We check out the final bedroom on this floor, which replaces the bathroom as my favorite. A pipe organ with six keys missing. Books about farming, printed in the 1800s, strewn about. Some are still readable, but splotched with mold and, in one case, insect eggs. I scoop the books up in spite of Morgan’s grimace, explaining that I can clean them later. An Orange County almanac’s pages have melded together and hardened, dense as rock. A sewing machine sits on a table, its teeth still biting down in the cuff of trousers small enough to fit a young boy. I pick up an empty, discolored bottle of C. C. Parsons’ Household Ammonia.
“Let’s go back downstairs,” he suggests. “I read an article from the fifties about a teenage boy and his girlfriend whosnuck out here.

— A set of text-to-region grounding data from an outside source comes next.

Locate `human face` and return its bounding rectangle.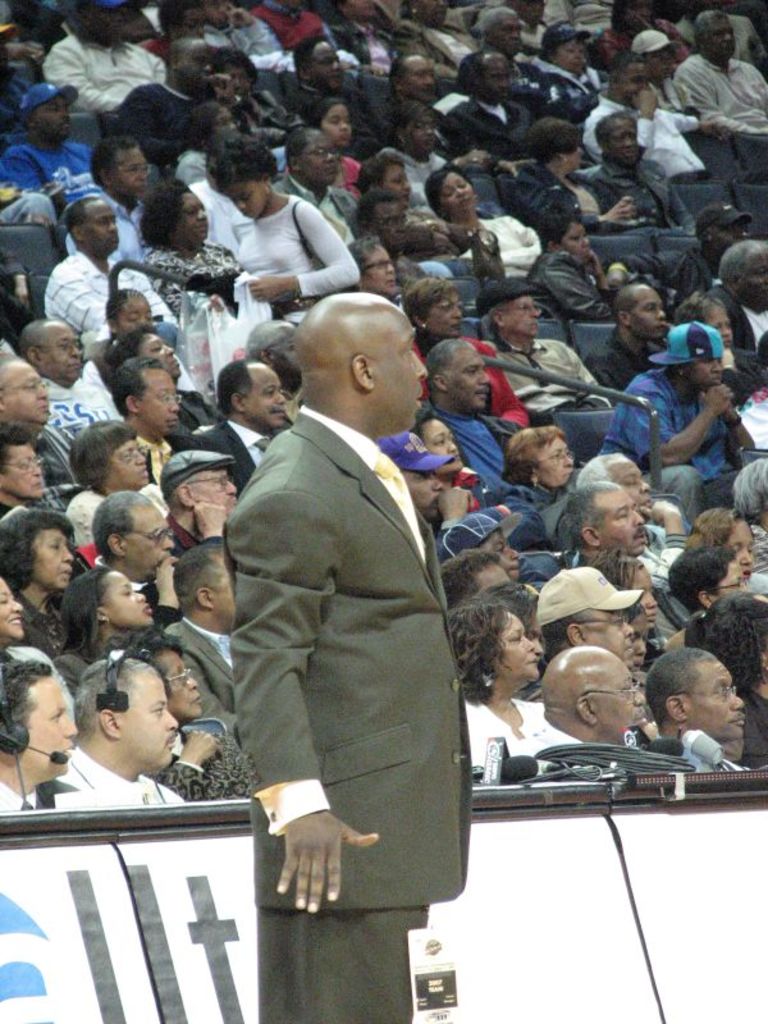
pyautogui.locateOnScreen(495, 17, 526, 56).
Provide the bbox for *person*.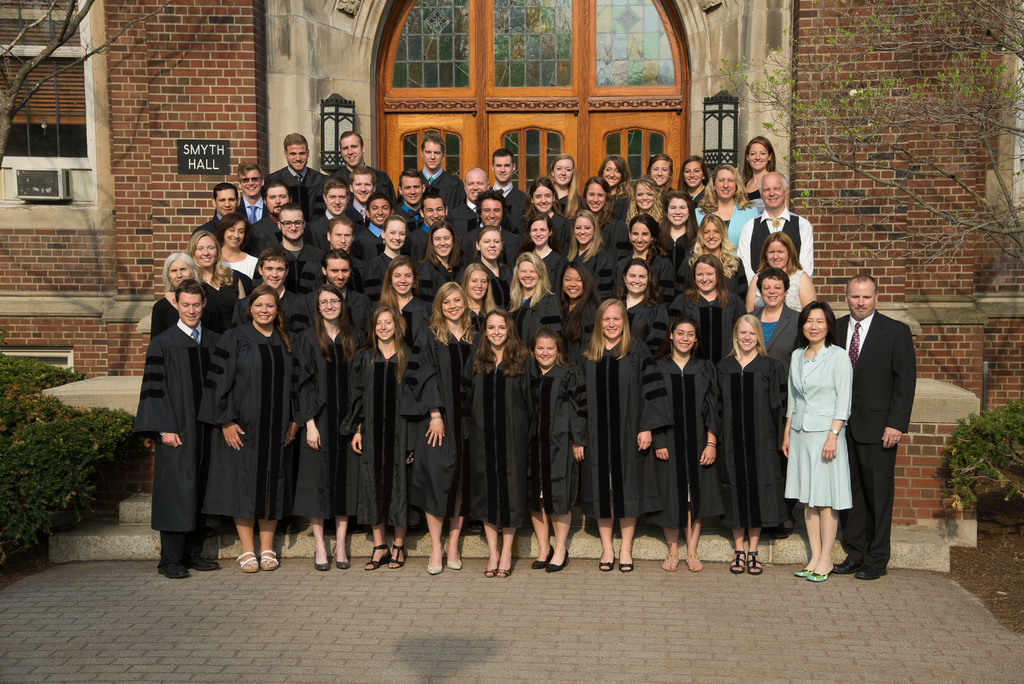
681 218 748 303.
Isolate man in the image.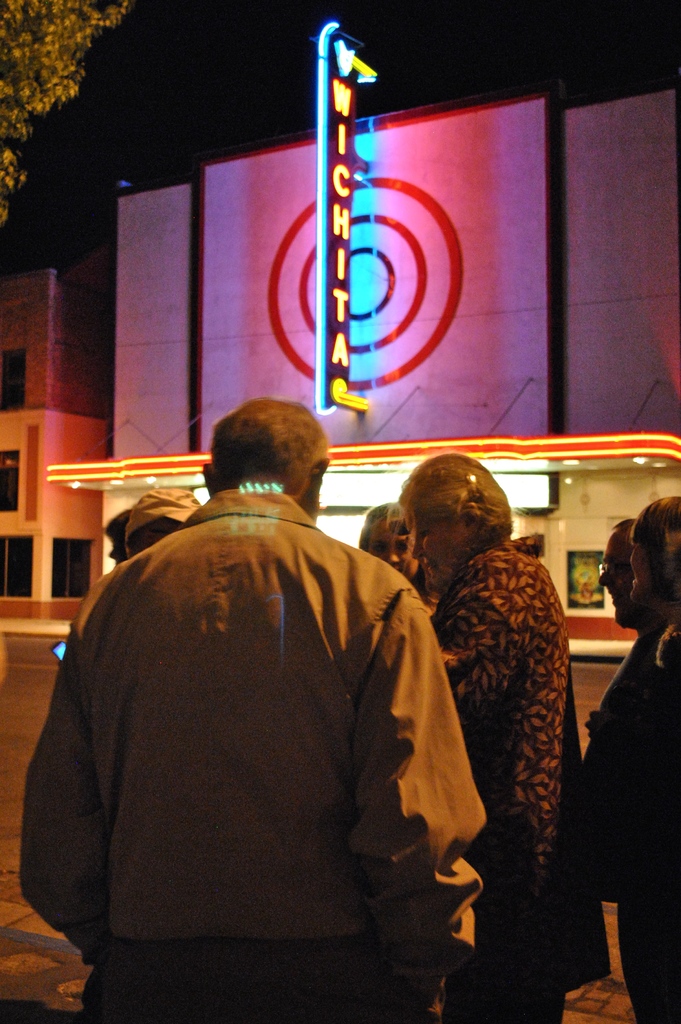
Isolated region: 46/405/509/1009.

They said they heard a teakettle whistling in the kitchen, but the stove was off.”
“Moonville is certainly rich in stories,” I say, tracing the porcelain mane of a chipped rocking horse with one finger. “But what other types of stories do you like?” We have to have shared interestssomewhere, if I dig enough. “Any nonfiction?”

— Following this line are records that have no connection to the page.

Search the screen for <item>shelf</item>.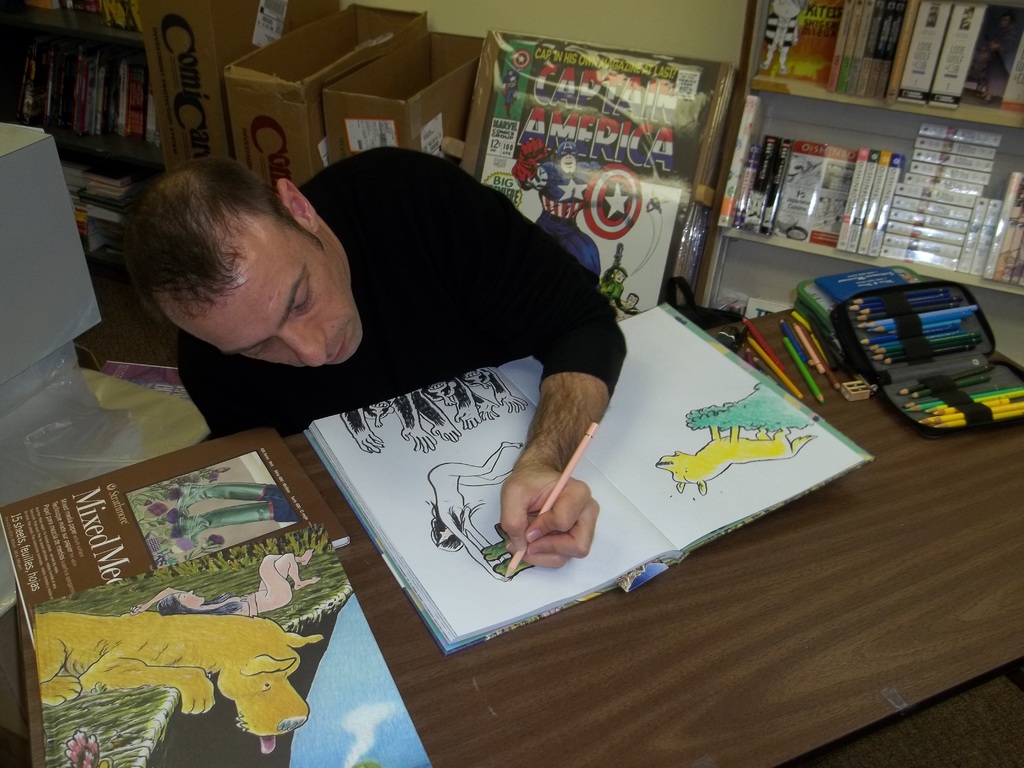
Found at left=710, top=0, right=1023, bottom=362.
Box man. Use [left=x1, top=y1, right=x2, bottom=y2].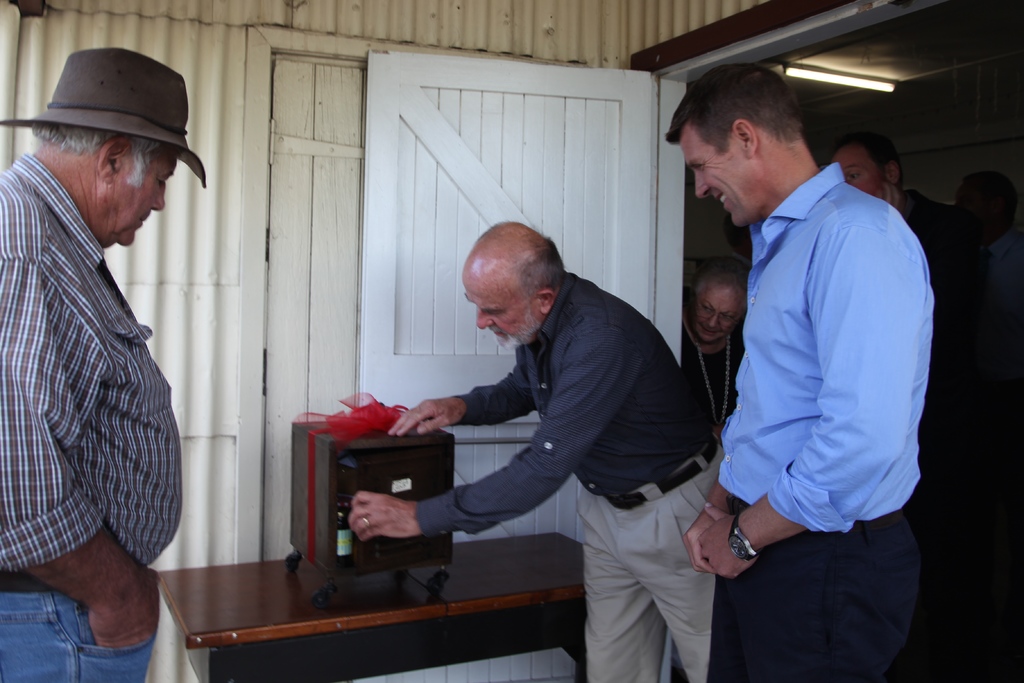
[left=819, top=139, right=940, bottom=261].
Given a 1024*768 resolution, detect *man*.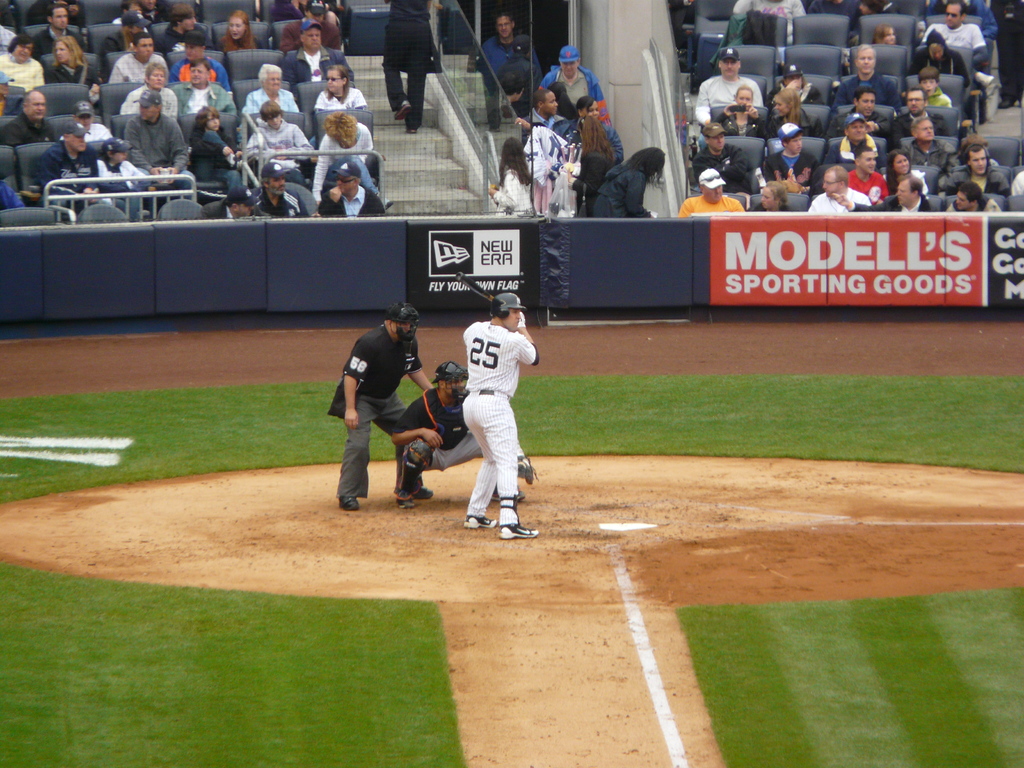
x1=98, y1=11, x2=143, y2=56.
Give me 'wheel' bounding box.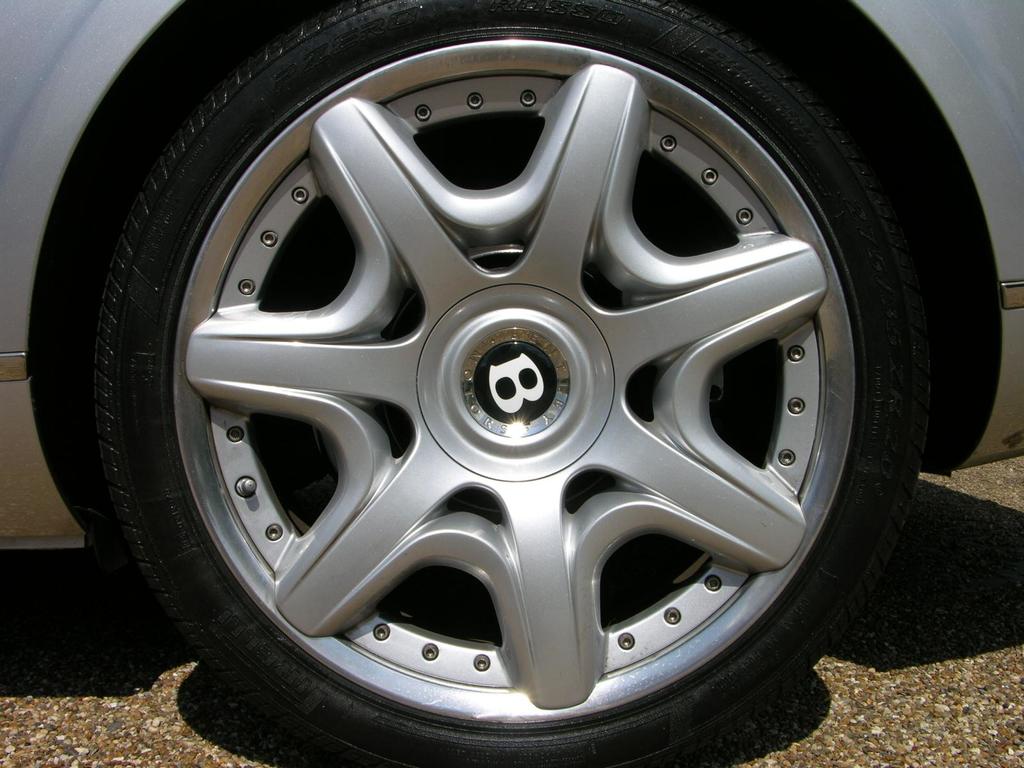
x1=86 y1=0 x2=929 y2=767.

“Right now, I’m readingTrue Tales of Ghosts.”
I force a smile. “What about books that don’t involve ghosts?”
Morgan thinks for a minute, then grins broadly. “A few months ago I finished a book that teaches about how to unlock the power of telepathy. Wanna borrow? You’ll love it. I haven’t been able to unlock my inner powers of telepathy yet, but with some more practice, who knows!”
Oh dear.
We go back downstairs. As my foot presses a step, it lets out a loud groan. So does the next, and the one after that. They grumble even louder under Morgan’s weight; we exchange mystified looks. “These weren’t noisy when we were going up.”
Another oddity: once back in the living room, we notice a curio cabinet we don’t remember seeing earlier.

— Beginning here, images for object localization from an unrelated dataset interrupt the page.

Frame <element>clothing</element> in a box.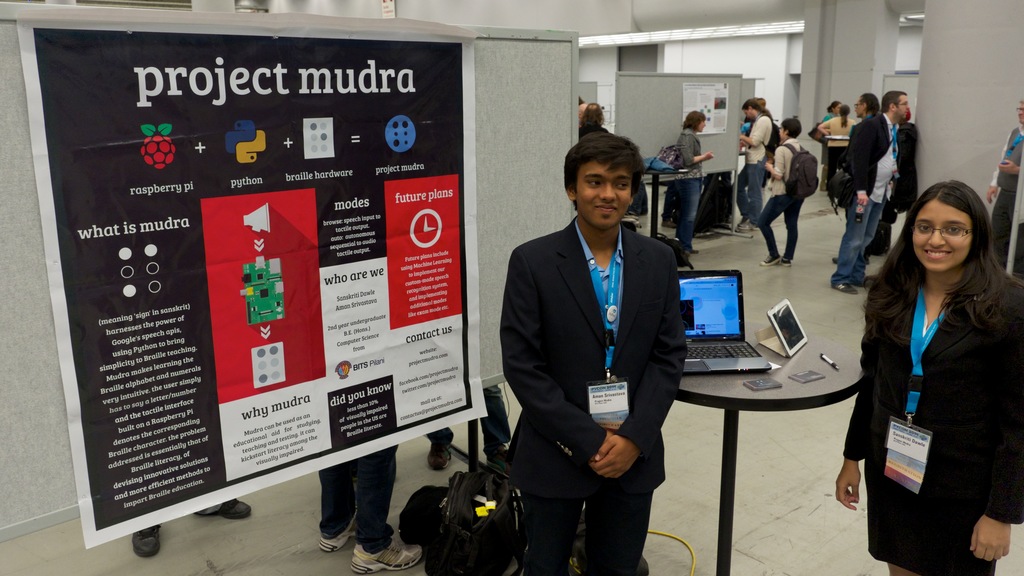
<box>846,111,901,280</box>.
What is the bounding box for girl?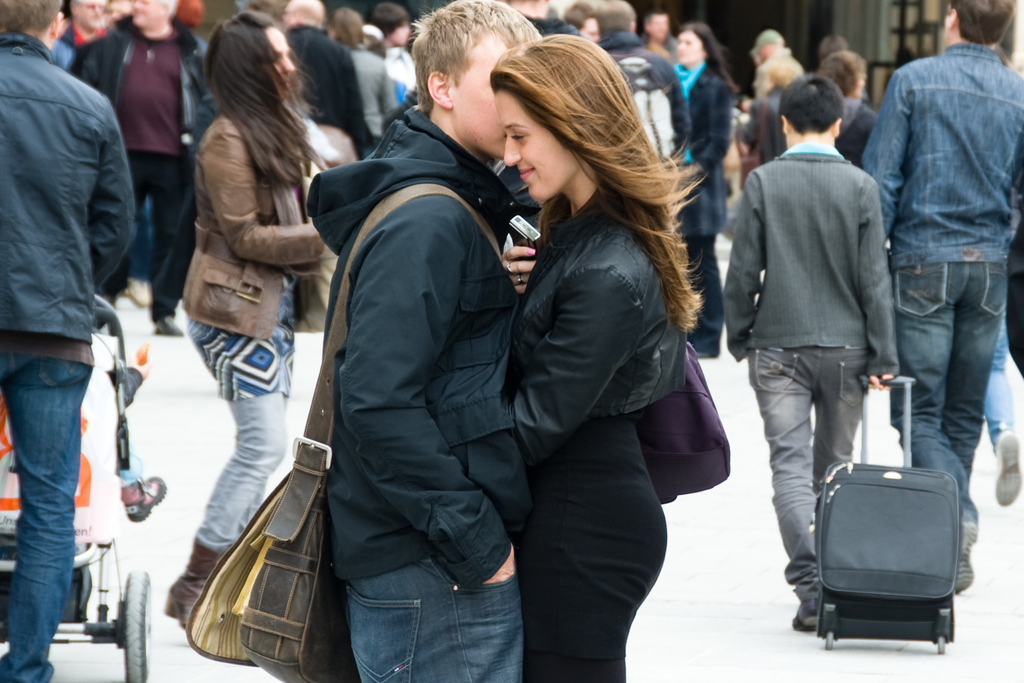
(x1=491, y1=35, x2=710, y2=682).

“We probably saw it but didn’t reallyseeit, because we’d just come into the house and were taking everything in at once,” I reason. “We weren’t paying attention.”
“Or.” His gaze travels, rapt on the piece of furniture. “It wasn’t here.”
I almost laugh. “A ghost cabinet?”
I’m only kidding, but he nods. “Sort of. This might be part of a flashback.” At my expression, he explains: “Memoriesthat have attached to a particular space are called flashbacks. It’s a super common phenomenon in Moonville because of all the magic here. The apparitions in a flashback aren’t actually ghosts. Magic is attracted to people experiencing spikes of heightened emotion, which can be happy moments, frightening ones, angry ones. Magic records it, and the recording plays on a loop, stamped in the place where the memory was made. Since high-emotion events can include untimely deaths, when you hear wailing or screaming, you could be hearing somebody’s final minutes over and over. So, if this theory is correct, it isn’t necessarily that a location is being haunted by ghosts—it’s that the location itself is still replaying a memory, even though the people in them are long gone. You can tell a flashback from a ghost by the way they don’t see or hear you, or attempt to communicate.”
The curio cabinet is old-fashioned, but so well-preserved that it looks brand-new, shelves stocked with medicine bottles, books, a sewing box, and porcelain horses.
Morgan takes a spool of blue thread from his backpack and rests it on a shelf.
Athumpfrom another room has us turning our heads away from the cabinet. He and I raise our eyebrows at each other, trailing into a dining room. Unlike the rest of the house, this room is properly decayed. Wallpaper has sloughed off, revealing grayish plaster. Two low-backed chairs flank a fireplace, hearth thick with brick dust, an easel in front of it, on which sits a painting of a basset hound. Our footsteps sound much louder here than anywhere else. The shift in atmosphere from living room to dining room is arresting. It feels like something’sstopped. As if we were operating on a timer, the house alive and listening, until now, and now it is just a house.
See, this is the part I love—I don’t believe, but part of me wants to, and it’s spectacular to get carried away by my imagination. My imagination and I haven’t been the greatest of friends lately; it abandons me whenever the second-guessing starts up.Not good enough. Not original enough. Delete and start again.
Thump.The floor beneath my right shoe quivers.
“It’s coming from below,” I say, keeping my voice hushed.